As Breitbart News first reported last week, and the Wall Street Journal confirmed Monday, states have the constitutional authority to retain their existing sanctions against Iran, or even to apply new ones, because President Barack Obama decided to impose the Iran deal as an executive agreement without any federal enabling legislation that would override state laws.

“We will do everything in the world not to support the world’s foremost sponsor of terrorism,” said Democrat Dov Hikind, a New York State Assemblyman, speaking to Breitbart News on Monday.

Hikind said that while he was “cautiously optimistic” that Congress would have the votes to override President Obama’s expected veto and reject the Iran deal, he was also confident that New York would keep tough sanctions in place against Iran. New York, like 29 other states, has passed divestment laws that prevent the state from investing public funds in Iran.

In addition, New York is one of about a dozen states with laws that prevent the state and local governments from entering into contracts with companies that do extensive business in Iran’s energy sector.

The New York Iran Divestment Act of 2012 requires the state to maintain a blacklist of companies that are excluded. Many of the same companies are specifically granted sanctions relief by the Iran deal, which also provides (p. 15) that the U.S. must “take appropriate steps” to reverse “law[s] at the state or local level” that interfere with “sanctions lifting.”

Hikind told Breitbart News that he was confident that the Governor Andrew Cuomo would not yield in the face of pressure from the Obama administration. (The governor’s office did not return a request for comment.

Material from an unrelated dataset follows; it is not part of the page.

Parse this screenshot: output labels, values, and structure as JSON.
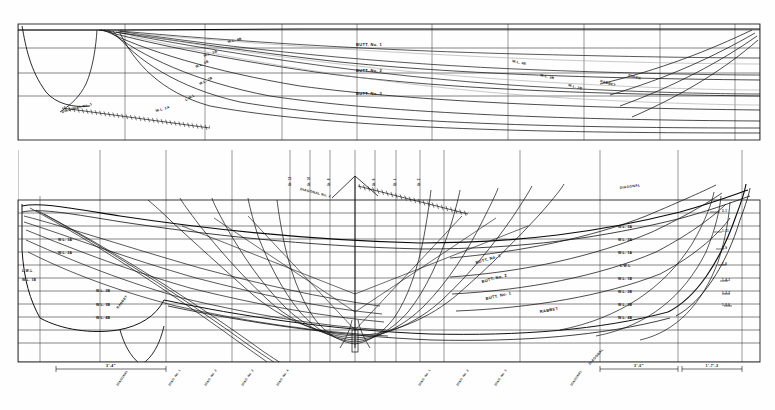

A spokesperson from the New York Department of Financial Services told Breitbart News: “We have a general policy of not commenting on ongoing enforcement matters.”) Hikind added that sanctions could be dropped when the Iranian regime had changed significantly, such that it no longer supported terrorism against the U.S. and Israel.

California is also unlikely to drop its sanctions against Iran, according to Republican Assemblyman Joel Anderson of Alpine, who introduced the Public Divest from Iran Act, which was signed by then-Gov. Arnold Schwarzenegger in 2007. The law “requires that two conditions are met before we can resume investment,” Anderson told Breitbart News via e-mail on Monday. “Neither have been met to date.”

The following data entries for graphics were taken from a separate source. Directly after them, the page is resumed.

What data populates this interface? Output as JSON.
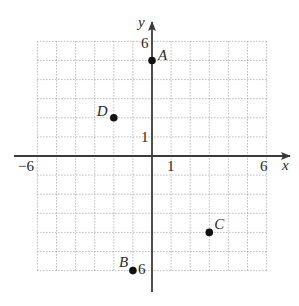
{
  "chart_data": {
    "type": "scatter",
    "title": "",
    "xlabel": "x",
    "ylabel": "y",
    "xlim": [
      -6,
      6
    ],
    "ylim": [
      -6,
      6
    ],
    "grid": true,
    "grid_style": "dotted",
    "x_tick_labels": [
      {
        "value": -6,
        "label": "−6"
      },
      {
        "value": 1,
        "label": "1"
      },
      {
        "value": 6,
        "label": "6"
      }
    ],
    "y_tick_labels": [
      {
        "value": 6,
        "label": "6"
      },
      {
        "value": 1,
        "label": "1"
      },
      {
        "value": -6,
        "label": "−6"
      }
    ],
    "points": [
      {
        "label": "A",
        "x": 0,
        "y": 5
      },
      {
        "label": "B",
        "x": -1,
        "y": -6
      },
      {
        "label": "C",
        "x": 3,
        "y": -4
      },
      {
        "label": "D",
        "x": -2,
        "y": 2
      }
    ],
    "colors": {
      "axis": "#3a3a3a",
      "grid": "#9a9a9a",
      "point": "#111111",
      "text": "#2a2a2a"
    }
  },
  "labels": {
    "x_axis": "x",
    "y_axis": "y",
    "x_min": "−6",
    "x_one": "1",
    "x_max": "6",
    "y_max": "6",
    "y_one": "1",
    "y_min": "6",
    "point_a": "A",
    "point_b": "B",
    "point_c": "C",
    "point_d": "D"
  }
}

Those two conditions, according to the bill’s text, are 1) that “Iran is removed from the United States Department of State’s list of countries that have been determined to repeatedly provide support for acts of international terrorism,” and 2) that “the President of the United States determines and certifies to the appropriate committee of the Congress of the United States that Iran has ceased its efforts to design, develop, manufacture, or acquire a nuclear explosive device or related materials and technology.” Neither of those conditions is likely to be met soon.

State sanctions against Iran were passed over the past several years to complement and expand federal and international sanctions. They enjoyed strong bipartisan support in many cases, building on public opposition to the Iranian regime. The California law, for example, passed the State Assembly and the State Senate unanimously.

That is why despite pressure from the Obama administration to back the Iran deal, New York and California are just two of many states that are unlikely to comply, though both are reliably “blue” and led by Democrats at every level of state government. (A recent CNN poll also shows that the majority of Americans want Congress to reject the Iran deal.)

It is possible that resistance by the states could scuttle the agreement, since it specifies that Iran will treat “an imposition of new nuclear-related sanctions, as grounds to cease performing its commitments.” As constitutional lawyers David B. Rivkin and Lee A. Casey argue in the Journal, states have the power to add new sanctions, thanks to the “lawless” way in which President Obama has structured the Iran deal. And as law professor William Jacobson argues, states ought to push back: “In opposing the deal, and all of the above strategy is warranted.”